EFF Fights for Cell Phone Users' Privacy in Tuesday Hearing

Government Wants to Collect Months of Location Data Without a Warrant

NEW ORLEANS

The Electronic Frontier Foundation (EFF) will urge a federal appeals court Tuesday to recognize cell phone users' privacy rights and require that the government obtain a warrant before collecting cell phone location information. The oral argument is set for 9 a.m. on October 2nd in New Orleans.

At issue in Tuesday's hearing are government requests for judicial orders authorizing the disclosure of 60 days of location data from two separate cell phone companies as part of a routine law enforcement investigation. A magistrate judge denied the request, saying the government needed to apply for a search warrant supported by probable cause to obtain the information. The district court judge agreed with the magistrate's finding, and the government appealed the decision to the U.S. Court of Appeals for the 5th Circuit.

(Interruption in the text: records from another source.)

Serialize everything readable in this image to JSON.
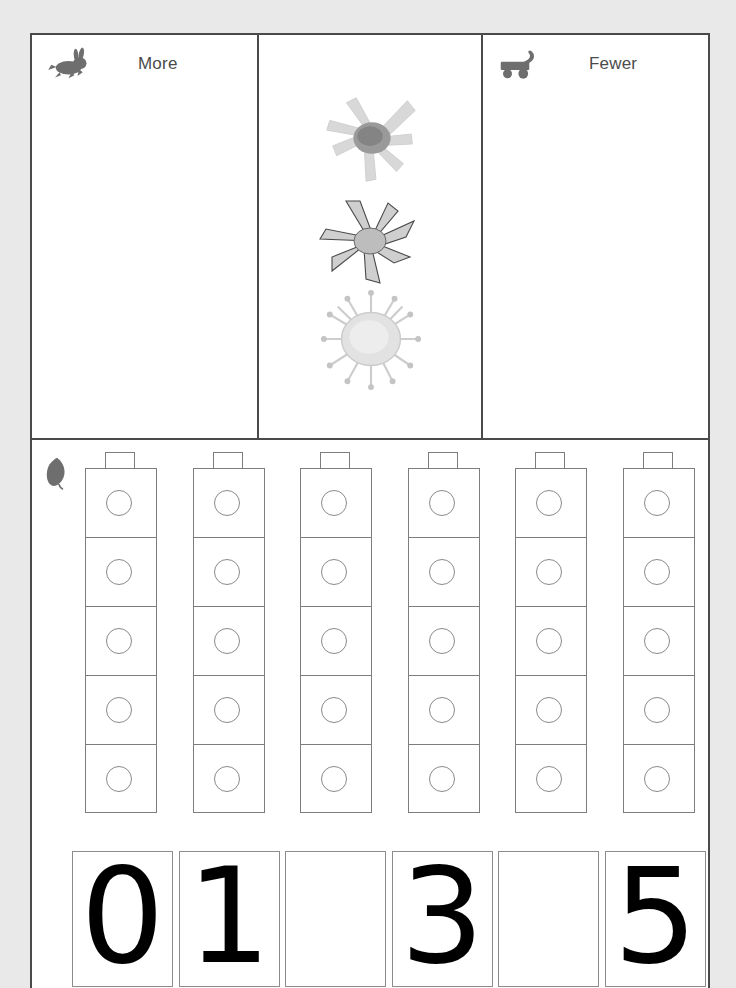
{
  "page": {
    "type": "math-worksheet",
    "background_color": "#e9e9e9",
    "page_color": "#ffffff",
    "border_color": "#4a4a4a"
  },
  "top_panels": [
    {
      "id": "more",
      "label": "More",
      "icon": "rabbit-icon",
      "icon_color": "#6e6e6e",
      "content": ""
    },
    {
      "id": "center",
      "label": "",
      "icon": "",
      "content": "three-grayscale-star-flower-images"
    },
    {
      "id": "fewer",
      "label": "Fewer",
      "icon": "wagon-icon",
      "icon_color": "#6e6e6e",
      "content": ""
    }
  ],
  "center_images": [
    {
      "name": "star-flower-image-1",
      "description": "pale gray star flower with radiating petals and dark center"
    },
    {
      "name": "star-flower-image-2",
      "description": "gray outlined star flower with pointed petals"
    },
    {
      "name": "spiky-seed-image-3",
      "description": "very pale round spiky seed burr"
    }
  ],
  "lower_section": {
    "icon": "leaf-icon",
    "icon_color": "#6e6e6e",
    "towers": {
      "count": 6,
      "cubes_per_tower": 5,
      "cube_marker": "circle",
      "has_top_nub": true,
      "outline_color": "#7d7d7d"
    },
    "number_boxes": [
      {
        "index": 1,
        "value": "0",
        "filled": true
      },
      {
        "index": 2,
        "value": "1",
        "filled": true
      },
      {
        "index": 3,
        "value": "",
        "filled": false
      },
      {
        "index": 4,
        "value": "3",
        "filled": true
      },
      {
        "index": 5,
        "value": "",
        "filled": false
      },
      {
        "index": 6,
        "value": "5",
        "filled": true
      }
    ]
  }
}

In this case - and in many others across the U.S. - the government claims that cell phone users give up their privacy rights because they have voluntarily disclosed their physical location to the cell phone providers every time a phone connects to the provider's cell tower. Government attorneys argue this means investigators do not need a warrant to get access to location history. However, this theory undermines privacy in nearly any networked communication. At Tuesday's hearing, EFF Staff Attorney Hanni Fakhoury will argue that obtaining a warrant for cell location data is essential to ensuring Fourth Amendment protections.

Tuesday's hearing comes just weeks after the U.S. Court of Appeals for the 6th Circuit allowed the government access to cell phone location records without a warrant. That conflicts with a 2010 decision from the U.S. Court of Appeals for the 3rd Circuit, which ruled that a court could require the government to obtain a search warrant to access location information. The case being argued Tuesday is just the third case to reach the federal appellate courts on this issue, and the conflicting circuit court decisions could encourage Supreme Court attention.

WHAT:
Oral argument In Re: Application for Historical Cell Site Data

WHEN:
Tuesday, October 2
9 a.m.

WHERE:
John Minor Wisdom United States Court of Appeals Building
Room 265
600 Camp Street
New Orleans, LA 70130

The Electronic Frontier Foundation is the leading nonprofit organization defending civil liberties in the digital world. Founded in 1990, EFF champions user privacy, free expression, and innovation through impact litigation, policy analysis, grassroots activism, and technology development. EFF's mission is to ensure that technology supports freedom, justice, and innovation for all people of the world.